Because of this, in 2013, in Shelby v. Holder, the Supreme Court found, somewhat understandably, that the preclearance requirement, which now applied to states based on their voter registration stats and laws in 1973, forty years prior, was thus unconstitutional as is, and needed to be updated. Congress has not done so as of yet. With the Section 4(b) coverage formula disabled, the preclearance system is defunct until a new system for deciding which districts need federal supervision is established.
Looking Forward
This is a long and winding story, covering hundreds of years. Having explained the long historical context of any potential Voting Rights Act/Amendment of 2021, I’m now going to save analysis of the options put forward for a subsequent post (sorry!). But I think from the background we’ve explored a few things should be clear:
A new Section 4(b) coverage formula should be established by any new Voting Rights Amendment.

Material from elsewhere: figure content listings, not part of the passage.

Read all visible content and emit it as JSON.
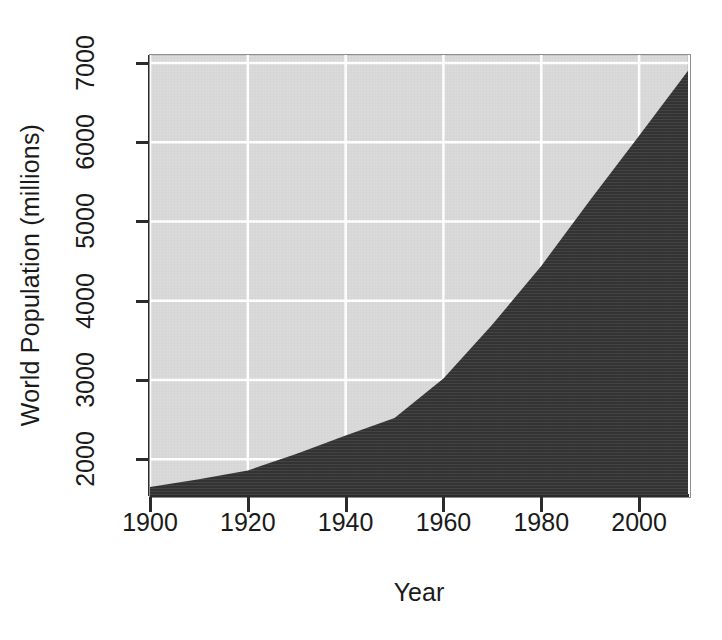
{
  "chart_data": {
    "type": "area",
    "title": "",
    "xlabel": "Year",
    "ylabel": "World Population (millions)",
    "xlim": [
      1900,
      2010
    ],
    "ylim": [
      1550,
      7100
    ],
    "xticks": [
      1900,
      1920,
      1940,
      1960,
      1980,
      2000
    ],
    "xtick_labels": [
      "1900",
      "1920",
      "1940",
      "1960",
      "1980",
      "2000"
    ],
    "yticks": [
      2000,
      3000,
      4000,
      5000,
      6000,
      7000
    ],
    "ytick_labels": [
      "2000",
      "3000",
      "4000",
      "5000",
      "6000",
      "7000"
    ],
    "grid": true,
    "grid_color": "#ffffff",
    "panel_color": "#d8d8d8",
    "fill_color": "#333333",
    "legend": null,
    "x": [
      1900,
      1910,
      1920,
      1930,
      1940,
      1950,
      1960,
      1970,
      1980,
      1990,
      2000,
      2010
    ],
    "values": [
      1650,
      1750,
      1860,
      2070,
      2300,
      2520,
      3020,
      3700,
      4440,
      5270,
      6080,
      6900
    ],
    "series": [
      {
        "name": "World Population (millions)",
        "values": [
          1650,
          1750,
          1860,
          2070,
          2300,
          2520,
          3020,
          3700,
          4440,
          5270,
          6080,
          6900
        ]
      }
    ]
  },
  "axes": {
    "y_title": "World Population (millions)",
    "x_title": "Year"
  }
}
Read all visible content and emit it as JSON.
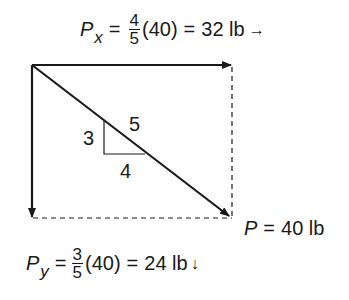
{
  "equations": {
    "px": {
      "symbol": "P",
      "subscript": "x",
      "equals1": "=",
      "frac_num": "4",
      "frac_den": "5",
      "paren": "(40)",
      "equals2": "=",
      "result": "32 lb",
      "direction_arrow": "→"
    },
    "py": {
      "symbol": "P",
      "subscript": "y",
      "equals1": "=",
      "frac_num": "3",
      "frac_den": "5",
      "paren": "(40)",
      "equals2": "=",
      "result": "24 lb",
      "direction_arrow": "↓"
    },
    "p": {
      "symbol": "P",
      "equals": "=",
      "value": "40 lb"
    }
  },
  "slope_triangle": {
    "rise": "3",
    "run": "4",
    "hypotenuse": "5"
  },
  "colors": {
    "stroke": "#1a1a1a",
    "background": "#ffffff"
  }
}
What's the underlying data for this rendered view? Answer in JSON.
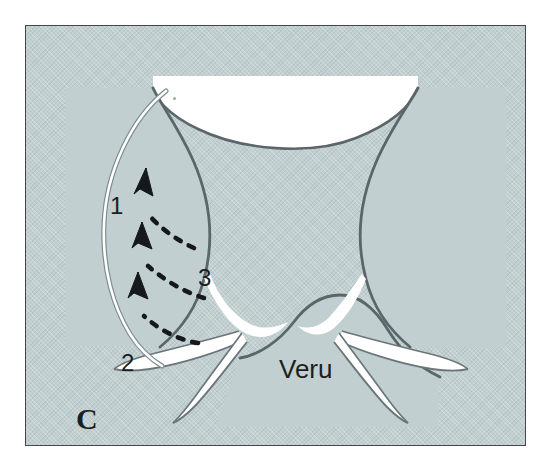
{
  "figure": {
    "panel_letter": "C",
    "kind": "medical-line-illustration",
    "background_color": "#c2cfd0",
    "border_color": "#40494c",
    "ink_color": "#4a5458",
    "lumen_color": "#ffffff",
    "label_color": "#1b1f21"
  },
  "labels": {
    "one": "1",
    "two": "2",
    "three": "3",
    "veru": "Veru",
    "panel": "C"
  },
  "annotations": {
    "arrows": [
      {
        "id": "arrow-top",
        "number_ref": "3",
        "direction": "up-left",
        "style": "dashed-curved"
      },
      {
        "id": "arrow-middle",
        "number_ref": "3",
        "direction": "up-left",
        "style": "dashed-curved"
      },
      {
        "id": "arrow-bottom",
        "number_ref": "3",
        "direction": "up-left",
        "style": "dashed-curved"
      }
    ],
    "instrument": {
      "id": "guide-wire",
      "description": "thin white curved instrument spanning label 1 to label 2",
      "endpoint_top_ref": "1",
      "endpoint_bottom_ref": "2"
    }
  },
  "structures": [
    {
      "id": "upper-lumen",
      "name": "upper urethral lumen"
    },
    {
      "id": "left-lobe",
      "name": "left prostatic lobe"
    },
    {
      "id": "right-lobe",
      "name": "right prostatic lobe"
    },
    {
      "id": "veru-mound",
      "name": "veru montanum"
    },
    {
      "id": "left-branch-outer",
      "name": "left lateral channel"
    },
    {
      "id": "left-branch-inner",
      "name": "left inferior channel"
    },
    {
      "id": "right-branch-outer",
      "name": "right lateral channel"
    },
    {
      "id": "right-branch-inner",
      "name": "right inferior channel"
    }
  ]
}
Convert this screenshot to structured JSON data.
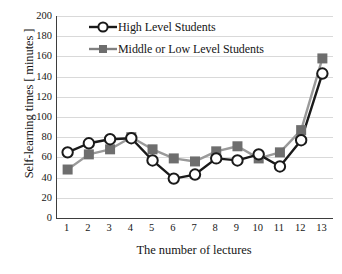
{
  "chart_data": {
    "type": "line",
    "title": "",
    "xlabel": "The number of lectures",
    "ylabel": "Self-learning times [ minutes ]",
    "categories": [
      "1",
      "2",
      "3",
      "4",
      "5",
      "6",
      "7",
      "8",
      "9",
      "10",
      "11",
      "12",
      "13"
    ],
    "x": [
      1,
      2,
      3,
      4,
      5,
      6,
      7,
      8,
      9,
      10,
      11,
      12,
      13
    ],
    "series": [
      {
        "name": "High Level Students",
        "color": "#1a1a1a",
        "marker": "open-circle",
        "values": [
          65,
          74,
          78,
          79,
          57,
          39,
          43,
          59,
          57,
          63,
          51,
          77,
          143
        ]
      },
      {
        "name": "Middle or Low Level Students",
        "color": "#808080",
        "marker": "filled-square",
        "values": [
          48,
          63,
          68,
          80,
          68,
          59,
          56,
          66,
          71,
          59,
          65,
          87,
          158
        ]
      }
    ],
    "ylim": [
      0,
      200
    ],
    "ytick_values": [
      0,
      20,
      40,
      60,
      80,
      100,
      120,
      140,
      160,
      180,
      200
    ],
    "ytick_labels": [
      "0",
      "20",
      "40",
      "60",
      "80",
      "100",
      "120",
      "140",
      "160",
      "180",
      "200"
    ],
    "xlim": [
      0.5,
      13.5
    ],
    "grid": "horizontal",
    "grid_color": "#d9d9d9",
    "legend_position": "top-center",
    "axis_color": "#3d3d3d",
    "background": "#ffffff"
  },
  "legend": {
    "items": [
      {
        "label": "High Level Students"
      },
      {
        "label": "Middle or Low Level Students"
      }
    ]
  }
}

Any argument that frames voting reform legislation which establishes federal supervision of state elections as an “unprecedented federal takeover” of states’ voting systems seems like it’s probably being made in bad faith. Yes, a key aspect of the preclearance system was that it essentially gave the federal government veto power over states’ voter registration criteria, *not* the power to set states’ voting systems for them. But still, the last time that federal oversight of state elections was as lax as it is right now was pre-1965.
Voting Rights have waxed and waned over the decades, and the lack of current discriminatory registration practice is no guarantee of future equity in access to voting. In her dissent in the Shelby v Holder decision, Justice Ruth Bader Ginsburg wrote, “Throwing out preclearance when it has worked and is continuing to work to stop discriminatory changes is like throwing away your umbrella in a rainstorm because you are not getting wet.” It seems reasonable for the Court to have struck down the 1973-based coverage formula, and the decision didn’t directly challenge preclearance, only the coverage formula, but the concern in general seems warranted. Whenever in the past we’ve let our guard down, voting access has gradually been stripped away. Even if one argues racist voting restrictions are less likely given our society’s progress (a dubious argument, given our past experience of regression on this front), there’s nothing preventing some other subset of citizens from being discriminated against until we have a new coverage formula.